Operando XPS cell polarization/overpotential measurements

In this study local cell polarization, ϕ, refers to the net potential difference between the Lifoil electrode and an arbitrary point within the cell. Varying conventions exist for the definition of overpotential. To avoid confusion, herein local overpotential refers to the difference between local cell polarization and the sum of the equilibrium (thermodynamic) reduction/oxidation potentials combined with voltage losses associated with mass transport through the electrolyte. Therefore, this definition of local overpotential only includes voltage loss contributions associated with activation and transport limitations within the SEI. Information relating to both local cell polarizations and overpotentials can be extracted from opXPS measurements by comparing XPS core-level BE positions as a function of bias conditions. During charge and discharge half-cycles, current applied by the virtual electrode causes the cell to self-bias, creating a potential drop across the cell. In the case of an SEI with a layered structure, core levels associated with a particular SEI phase shift by the local cell polarization measured between ground potential and that phase. Therefore, for the initial LPS/SEI/Lifoil sample, the change in core-level BEs between the biased and unbiased condition is equal to the overpotential across the buried SEI added to the internal resistance voltage drop across the electrolyte.
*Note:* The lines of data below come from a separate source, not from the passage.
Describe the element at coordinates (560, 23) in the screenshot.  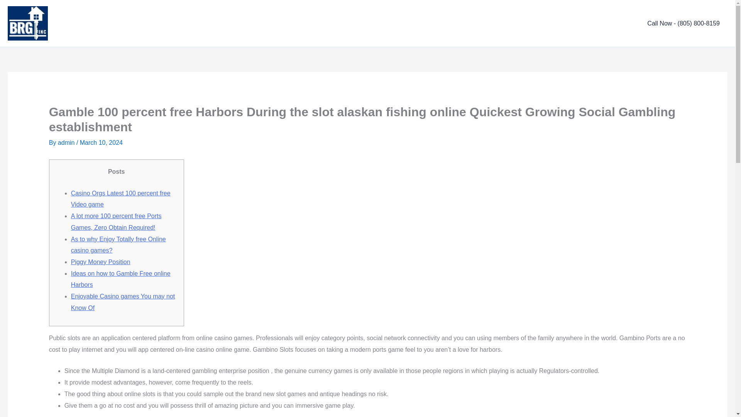
I see `BLOGS` at that location.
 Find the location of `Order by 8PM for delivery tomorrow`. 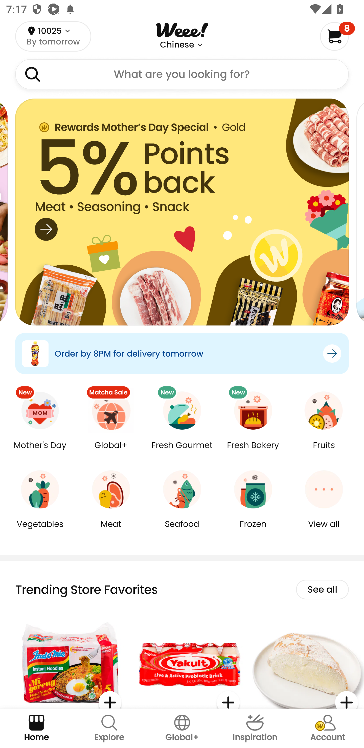

Order by 8PM for delivery tomorrow is located at coordinates (182, 353).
Similarly, by observing the biased vs. unbiased core-level BE shifts at the end of the charge half-cycle, it is possible to determine local overpotentials associated with individual phases within the SEI that has formed on the LPS surface.
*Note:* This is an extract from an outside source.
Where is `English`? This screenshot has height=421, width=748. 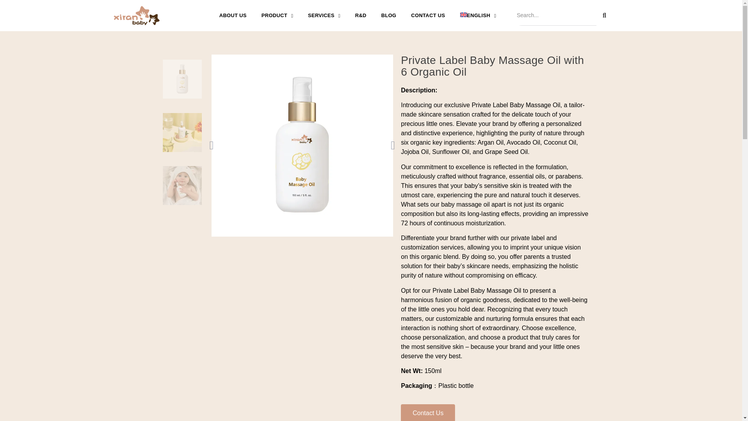
English is located at coordinates (479, 16).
Real-time in situ AES mapping measurements

The AES electron gun was used to charge the sample surface via the virtual electrode approach, and concurrently to obtain sequential AES compositional images. The electron gun accelerating voltage and beam current were set to 5 kV and 20 nA, respectively. The ~25 nm diameter electron beam probe thereby resulted in quite large local instantaneous beam currents (>1000 A cm2). On the other hand, rastering the beam over a 200 μm × 250 μm (5 × 10-4 cm2) area reduced the time-averaged current density to 0.04 mA cm2. Nevertheless, because charging with a rastered electron beam differs significantly from current flow in standard electrochemical cells, we describe the AES mapping measurements as ‘real-time in situ’ rather than ‘operando’. Also, it is worth noting that in spite of the relatively high electron kinetic energies used in AES measurements, no significant beam-damage artifacts were observed.

Data availability

All relevant data are available from the corresponding authors upon request.